Obama’s Final Budget Proposal Continues to Address Estate Planning Issues

The Administration included in its 2017 budget proposals two new proposals regarding the reporting of cost basis for persons receiving inherited property, and to require donees to report their basis consistently with that of the donor with respect to lifetime gifts reported on gift tax returns.

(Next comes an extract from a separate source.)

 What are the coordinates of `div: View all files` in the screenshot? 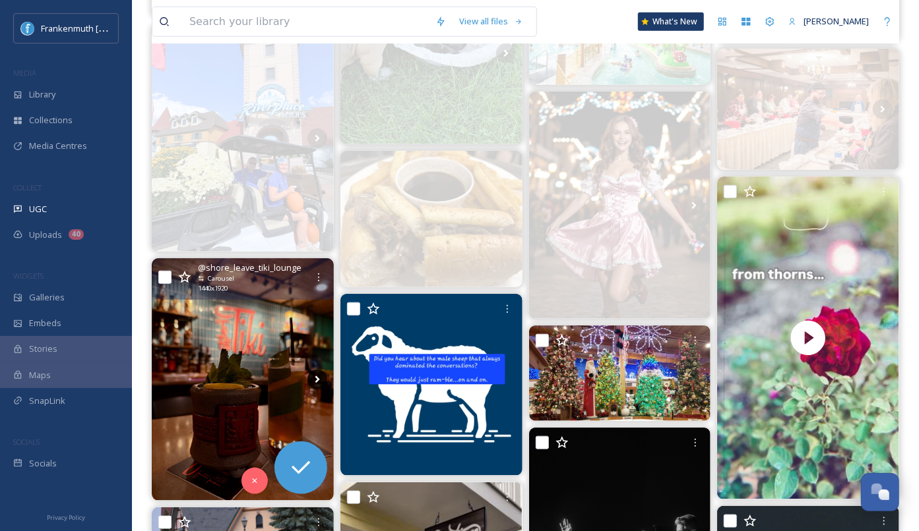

It also repeats several former estate planning-related proposals, including: (a) simplifying the income tax limitations on charitable deductions for gifts to private foundations; (b) requiring that GRATs have a minimum length of 10 years and a minimum remainder of 25 percent of the value of the transferred assets (or $500,000, if greater); (c) requiring a person who buys an interest in an existing life insurance contract with a death benefit of $500,000 or more to report the purchase and report any payment of the policy benefits; (d) restoring the estate, gift, and GST rates and exemptions to their 2009 levels (top estate and gift tax rate and sole GST tax rate of 45 percent; $3.5 million estate tax applicable exclusion amount and GST exemption, and $1 million gift tax exemption), beginning in 2016; (e) limiting to 90 years the protection from the GST tax afforded by allocation of GST exemption; (f) treating as an incomplete transfer for gift and estate tax purposes a sale or exchange of property to a grantor trust deemed owned by the seller; (g) clarifying that the GST exclusion under Code Sec. 2611(b)(1) for payments of medical and tuition costs applies only to direct payments by a donor to the provider of medical care or to the school in payment of tuition, and not to trust distributions; (h) extending the lien on estate tax deferrals with respect to taxes attributable to interests in a closely-held business interest to continue throughout the deferral period; (i) limiting to $50,000 per year the annual exclusion for gifts to most trusts, gifts of interests in pass-through entities, gifts of interests subjection to a sales prohibition, and other transfers of property that cannot be liquidated immediately by the done; (j) eliminating stretch IRAs by requiring non-spouse beneficiaries of a decedent’s IRA or retirement plan to take inherited distributions over no more than five years; (k) prohibiting a taxpayer who has accumulated amounts within an IRA or qualified plan or other tax-favored retirement plan in excess of the amount necessary to provide the maximum annuity permitted for a tax-qualified defined benefit plan to make additional contributions or receive additional accruals.

As we have in past years, we acknowledge that these proposals have mostly symbolic significance in this election year.  But this serves as a reminder that very significant reforms are still contemplated in Democratic circles which would severely increase the burden of transfer taxation on well to do families.

 

Posted in Status of Tax Legislation, The Tax Environment, WillPlan Blog.